ShipIQ
A GitHub App–powered DevOps automation platform that scans repositories, generates missing CI/CD infrastructure, tracks deployments, and classifies workflow failures automatically.
ShipIQ started from a pretty common problem:
Most repositories are not actually production-ready.
They might run locally, but they usually miss the boring infrastructure work that becomes painful later — Dockerfiles, CI/CD pipelines, deployment visibility, testing workflows, environment management, and monitoring.
Setting all of that up manually takes time and DevOps experience that many small teams simply don't have yet.
So instead of expecting developers to configure everything themselves, I built a system that analyzes repositories and automates the missing DevOps setup.
The problem
As projects grow, infrastructure complexity grows with them.
Teams often struggle with:
- missing CI/CD pipelines
- inconsistent deployments
- no Docker support
- poor deployment visibility
- insecure credential handling
- manual debugging workflows
- fragmented tooling
Most automation platforms either target massive enterprise systems or rely heavily on slow and inconsistent LLM generation.
I wanted something faster, deterministic, and practical.
What we built
- Repository intelligence engine — scans repositories and detects missing DevOps components automatically.
- Template-based artifact generation — creates Dockerfiles, GitHub Actions workflows, test scaffolds, and documentation.
- GitHub App authentication — secure multi-repository access without Personal Access Tokens.
- Real-time CI/CD monitoring — deployment stages tracked using GitHub Actions webhooks and n8n.
- Failure classification engine — parses workflow logs and annotations to identify exact deployment failure points.
- Intelligent retry workflows — retryable failures automatically trigger recovery workflows.
The architecture
ShipIQ is built around a modular automation pipeline:
Repository Scan
↓
Gap Detection
↓
Template Matching
↓
Artifact Generation
↓
Validation
↓
Pull Request Creation
↓
GitHub Actions Execution
↓
Webhook Tracking + Failure ClassificationThe platform integrates directly with GitHub Apps instead of PAT-based authentication, which makes multi-repository scaling significantly cleaner and safer.
Decisions worth calling out
- GitHub Apps over PATs — installation tokens are temporary, repo-scoped, and significantly safer than long-lived access tokens.
- Template-based generation over LLM-only generation — generation latency dropped from ~90–120 seconds to ~3–4 seconds while improving output consistency.
- Workflow-stage extraction using annotations — GitHub Actions only exposes workflow-level state, so I added custom stage markers to reconstruct deployment progress in real time.
- Webhook-driven architecture — n8n workflows handle deployment lifecycle orchestration asynchronously without blocking backend operations.
Trade-offs I made
I intentionally avoided fully autonomous code generation because deterministic infrastructure templates are much easier to validate and debug.
I also kept Kubernetes and Terraform support out of the initial release. Those systems add significant orchestration complexity, and I wanted the platform to stay focused on solving CI/CD onboarding first.
What it taught me
This project changed how I think about DevOps automation.
The difficult part usually isn't generating files — it's designing reliable workflows around validation, observability, permissions, and failure recovery.
A lot of infrastructure engineering is really about reducing operational uncertainty and making systems understandable under failure conditions.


__Task description__
Beneath this sentence is a set of records; write each of them out exactly.

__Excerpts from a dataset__
==========
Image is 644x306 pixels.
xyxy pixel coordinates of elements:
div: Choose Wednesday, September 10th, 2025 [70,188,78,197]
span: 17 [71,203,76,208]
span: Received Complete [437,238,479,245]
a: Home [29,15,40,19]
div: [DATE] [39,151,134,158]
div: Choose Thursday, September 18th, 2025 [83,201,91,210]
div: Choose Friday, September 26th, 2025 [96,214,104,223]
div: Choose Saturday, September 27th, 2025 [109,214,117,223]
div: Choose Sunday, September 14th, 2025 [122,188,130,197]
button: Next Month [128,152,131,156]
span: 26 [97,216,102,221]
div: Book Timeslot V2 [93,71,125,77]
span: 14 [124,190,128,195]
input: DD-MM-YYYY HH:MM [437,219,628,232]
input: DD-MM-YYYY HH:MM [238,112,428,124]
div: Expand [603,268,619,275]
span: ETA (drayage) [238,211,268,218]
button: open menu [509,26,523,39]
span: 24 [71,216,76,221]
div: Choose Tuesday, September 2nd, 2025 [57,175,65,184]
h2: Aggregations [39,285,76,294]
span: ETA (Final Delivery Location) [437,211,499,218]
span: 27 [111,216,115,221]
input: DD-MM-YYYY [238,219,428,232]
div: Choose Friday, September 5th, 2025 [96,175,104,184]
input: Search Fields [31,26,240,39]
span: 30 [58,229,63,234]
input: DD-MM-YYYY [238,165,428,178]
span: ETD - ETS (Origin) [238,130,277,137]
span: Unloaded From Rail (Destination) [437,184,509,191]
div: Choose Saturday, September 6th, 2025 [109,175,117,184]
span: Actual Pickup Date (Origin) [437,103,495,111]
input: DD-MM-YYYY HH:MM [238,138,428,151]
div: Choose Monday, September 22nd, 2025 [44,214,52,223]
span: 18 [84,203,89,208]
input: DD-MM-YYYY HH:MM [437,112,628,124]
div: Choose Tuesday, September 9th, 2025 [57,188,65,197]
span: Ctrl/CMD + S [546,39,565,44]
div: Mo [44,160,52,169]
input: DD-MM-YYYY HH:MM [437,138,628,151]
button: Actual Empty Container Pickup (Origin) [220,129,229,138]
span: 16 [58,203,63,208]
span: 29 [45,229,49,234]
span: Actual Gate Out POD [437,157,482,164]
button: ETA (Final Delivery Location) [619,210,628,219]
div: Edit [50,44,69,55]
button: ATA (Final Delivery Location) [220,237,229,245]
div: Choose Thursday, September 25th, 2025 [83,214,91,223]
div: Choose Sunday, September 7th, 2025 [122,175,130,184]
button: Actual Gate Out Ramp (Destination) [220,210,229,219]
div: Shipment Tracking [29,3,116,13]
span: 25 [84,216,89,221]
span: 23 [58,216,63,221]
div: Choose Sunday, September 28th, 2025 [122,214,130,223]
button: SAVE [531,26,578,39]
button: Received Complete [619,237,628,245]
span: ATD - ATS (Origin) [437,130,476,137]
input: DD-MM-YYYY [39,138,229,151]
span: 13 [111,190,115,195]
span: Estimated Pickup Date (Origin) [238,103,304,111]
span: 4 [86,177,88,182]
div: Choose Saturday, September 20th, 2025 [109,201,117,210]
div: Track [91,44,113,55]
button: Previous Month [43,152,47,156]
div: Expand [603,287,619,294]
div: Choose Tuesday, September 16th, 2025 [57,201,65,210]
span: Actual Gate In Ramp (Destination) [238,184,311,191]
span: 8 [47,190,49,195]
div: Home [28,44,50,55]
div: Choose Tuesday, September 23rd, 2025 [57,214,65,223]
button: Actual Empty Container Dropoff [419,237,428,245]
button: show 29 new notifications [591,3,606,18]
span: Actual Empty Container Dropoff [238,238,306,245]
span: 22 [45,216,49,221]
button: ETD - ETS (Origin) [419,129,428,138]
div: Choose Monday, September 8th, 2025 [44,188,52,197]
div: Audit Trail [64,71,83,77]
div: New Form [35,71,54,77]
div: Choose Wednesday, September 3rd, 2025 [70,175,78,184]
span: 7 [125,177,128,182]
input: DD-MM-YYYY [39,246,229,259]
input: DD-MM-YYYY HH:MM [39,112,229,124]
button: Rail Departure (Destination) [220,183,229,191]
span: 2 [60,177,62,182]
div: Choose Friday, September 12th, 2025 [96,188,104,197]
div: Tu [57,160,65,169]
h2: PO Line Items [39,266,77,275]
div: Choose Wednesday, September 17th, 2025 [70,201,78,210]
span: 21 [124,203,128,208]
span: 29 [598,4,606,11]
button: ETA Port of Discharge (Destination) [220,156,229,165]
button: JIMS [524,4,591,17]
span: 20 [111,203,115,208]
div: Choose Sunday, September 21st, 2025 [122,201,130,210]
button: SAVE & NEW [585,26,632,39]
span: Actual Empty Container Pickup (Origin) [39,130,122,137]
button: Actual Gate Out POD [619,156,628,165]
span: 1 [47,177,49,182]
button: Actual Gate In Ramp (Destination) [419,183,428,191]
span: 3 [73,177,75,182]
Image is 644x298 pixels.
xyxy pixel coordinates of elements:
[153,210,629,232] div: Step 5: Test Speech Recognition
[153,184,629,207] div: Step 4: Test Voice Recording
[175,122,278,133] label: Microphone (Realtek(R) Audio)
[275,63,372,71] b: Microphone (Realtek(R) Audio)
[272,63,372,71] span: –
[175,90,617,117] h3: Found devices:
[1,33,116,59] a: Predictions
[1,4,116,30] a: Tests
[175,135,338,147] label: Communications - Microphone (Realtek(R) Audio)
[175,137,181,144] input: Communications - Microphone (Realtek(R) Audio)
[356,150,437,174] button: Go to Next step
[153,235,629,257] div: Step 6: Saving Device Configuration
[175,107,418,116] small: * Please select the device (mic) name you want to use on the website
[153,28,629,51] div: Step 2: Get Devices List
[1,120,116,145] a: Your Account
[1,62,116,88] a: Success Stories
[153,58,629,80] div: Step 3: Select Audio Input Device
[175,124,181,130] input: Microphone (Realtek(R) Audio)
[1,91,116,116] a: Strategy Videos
==========
__Answer for this exercise__
Image is 644x306 pixels.
xyxy pixel coordinates of elements:
div: Choose Wednesday, September 10th, 2025 [70,188,78,197]
span: 17 [71,203,76,208]
span: Received Complete [437,238,479,245]
a: Home [29,15,40,19]
div: [DATE] [39,151,134,158]
div: Choose Thursday, September 18th, 2025 [83,201,91,210]
div: Choose Friday, September 26th, 2025 [96,214,104,223]
div: Choose Saturday, September 27th, 2025 [109,214,117,223]
div: Choose Sunday, September 14th, 2025 [122,188,130,197]
button: Next Month [128,152,131,156]
span: 26 [97,216,102,221]
div: Book Timeslot V2 [93,71,125,77]
span: 14 [124,190,128,195]
input: DD-MM-YYYY HH:MM [437,219,628,232]
input: DD-MM-YYYY HH:MM [238,112,428,124]
div: Expand [603,268,619,275]
span: ETA (drayage) [238,211,268,218]
button: open menu [509,26,523,39]
span: 24 [71,216,76,221]
div: Choose Tuesday, September 2nd, 2025 [57,175,65,184]
h2: Aggregations [39,285,76,294]
span: ETA (Final Delivery Location) [437,211,499,218]
span: 27 [111,216,115,221]
input: DD-MM-YYYY [238,219,428,232]
div: Choose Friday, September 5th, 2025 [96,175,104,184]
input: Search Fields [31,26,240,39]
span: 30 [58,229,63,234]
input: DD-MM-YYYY [238,165,428,178]
span: ETD - ETS (Origin) [238,130,277,137]
span: Unloaded From Rail (Destination) [437,184,509,191]
div: Choose Saturday, September 6th, 2025 [109,175,117,184]
span: Actual Pickup Date (Origin) [437,103,495,111]
input: DD-MM-YYYY HH:MM [238,138,428,151]
div: Choose Monday, September 22nd, 2025 [44,214,52,223]
span: 18 [84,203,89,208]
input: DD-MM-YYYY HH:MM [437,112,628,124]
div: Choose Tuesday, September 9th, 2025 [57,188,65,197]
span: Ctrl/CMD + S [546,39,565,44]
div: Mo [44,160,52,169]
input: DD-MM-YYYY HH:MM [437,138,628,151]
button: Actual Empty Container Pickup (Origin) [220,129,229,138]
span: 16 [58,203,63,208]
span: 29 [45,229,49,234]
span: Actual Gate Out POD [437,157,482,164]
button: ETA (Final Delivery Location) [619,210,628,219]
div: Edit [50,44,69,55]
button: ATA (Final Delivery Location) [220,237,229,245]
div: Choose Thursday, September 25th, 2025 [83,214,91,223]
div: Choose Sunday, September 7th, 2025 [122,175,130,184]
button: Actual Gate Out Ramp (Destination) [220,210,229,219]
div: Shipment Tracking [29,3,116,13]
span: 25 [84,216,89,221]
span: 23 [58,216,63,221]
div: Choose Sunday, September 28th, 2025 [122,214,130,223]
button: SAVE [531,26,578,39]
button: Received Complete [619,237,628,245]
span: ATD - ATS (Origin) [437,130,476,137]
input: DD-MM-YYYY [39,138,229,151]
span: 13 [111,190,115,195]
span: Estimated Pickup Date (Origin) [238,103,304,111]
span: 4 [86,177,88,182]
div: Choose Saturday, September 20th, 2025 [109,201,117,210]
div: Track [91,44,113,55]
button: Previous Month [43,152,47,156]
div: Expand [603,287,619,294]
div: Choose Tuesday, September 16th, 2025 [57,201,65,210]
span: Actual Gate In Ramp (Destination) [238,184,311,191]
span: 8 [47,190,49,195]
div: Home [28,44,50,55]
div: Choose Tuesday, September 23rd, 2025 [57,214,65,223]
button: Actual Empty Container Dropoff [419,237,428,245]
button: show 29 new notifications [591,3,606,18]
span: Actual Empty Container Dropoff [238,238,306,245]
span: 22 [45,216,49,221]
button: ETD - ETS (Origin) [419,129,428,138]
div: Choose Monday, September 8th, 2025 [44,188,52,197]
div: Audit Trail [64,71,83,77]
div: New Form [35,71,54,77]
div: Choose Wednesday, September 3rd, 2025 [70,175,78,184]
span: 7 [125,177,128,182]
input: DD-MM-YYYY [39,246,229,259]
input: DD-MM-YYYY HH:MM [39,112,229,124]
button: Rail Departure (Destination) [220,183,229,191]
span: 2 [60,177,62,182]
div: Choose Friday, September 12th, 2025 [96,188,104,197]
div: Tu [57,160,65,169]
h2: PO Line Items [39,266,77,275]
div: Choose Wednesday, September 17th, 2025 [70,201,78,210]
span: 21 [124,203,128,208]
span: 29 [598,4,606,11]
button: ETA Port of Discharge (Destination) [220,156,229,165]
button: JIMS [524,4,591,17]
span: 20 [111,203,115,208]
div: Choose Sunday, September 21st, 2025 [122,201,130,210]
button: SAVE & NEW [585,26,632,39]
span: Actual Empty Container Pickup (Origin) [39,130,122,137]
button: Actual Gate Out POD [619,156,628,165]
span: 1 [47,177,49,182]
button: Actual Gate In Ramp (Destination) [419,183,428,191]
span: 3 [73,177,75,182]
Image is 644x298 pixels.
xyxy pixel coordinates of elements:
[153,210,629,232] div: Step 5: Test Speech Recognition
[153,184,629,207] div: Step 4: Test Voice Recording
[175,122,278,133] label: Microphone (Realtek(R) Audio)
[275,63,372,71] b: Microphone (Realtek(R) Audio)
[272,63,372,71] span: –
[175,90,617,117] h3: Found devices:
[1,33,116,59] a: Predictions
[1,4,116,30] a: Tests
[175,135,338,147] label: Communications - Microphone (Realtek(R) Audio)
[175,137,181,144] input: Communications - Microphone (Realtek(R) Audio)
[356,150,437,174] button: Go to Next step
[153,235,629,257] div: Step 6: Saving Device Configuration
[175,107,418,116] small: * Please select the device (mic) name you want to use on the website
[153,28,629,51] div: Step 2: Get Devices List
[1,120,116,145] a: Your Account
[1,62,116,88] a: Success Stories
[153,58,629,80] div: Step 3: Select Audio Input Device
[175,124,181,130] input: Microphone (Realtek(R) Audio)
[1,91,116,116] a: Strategy Videos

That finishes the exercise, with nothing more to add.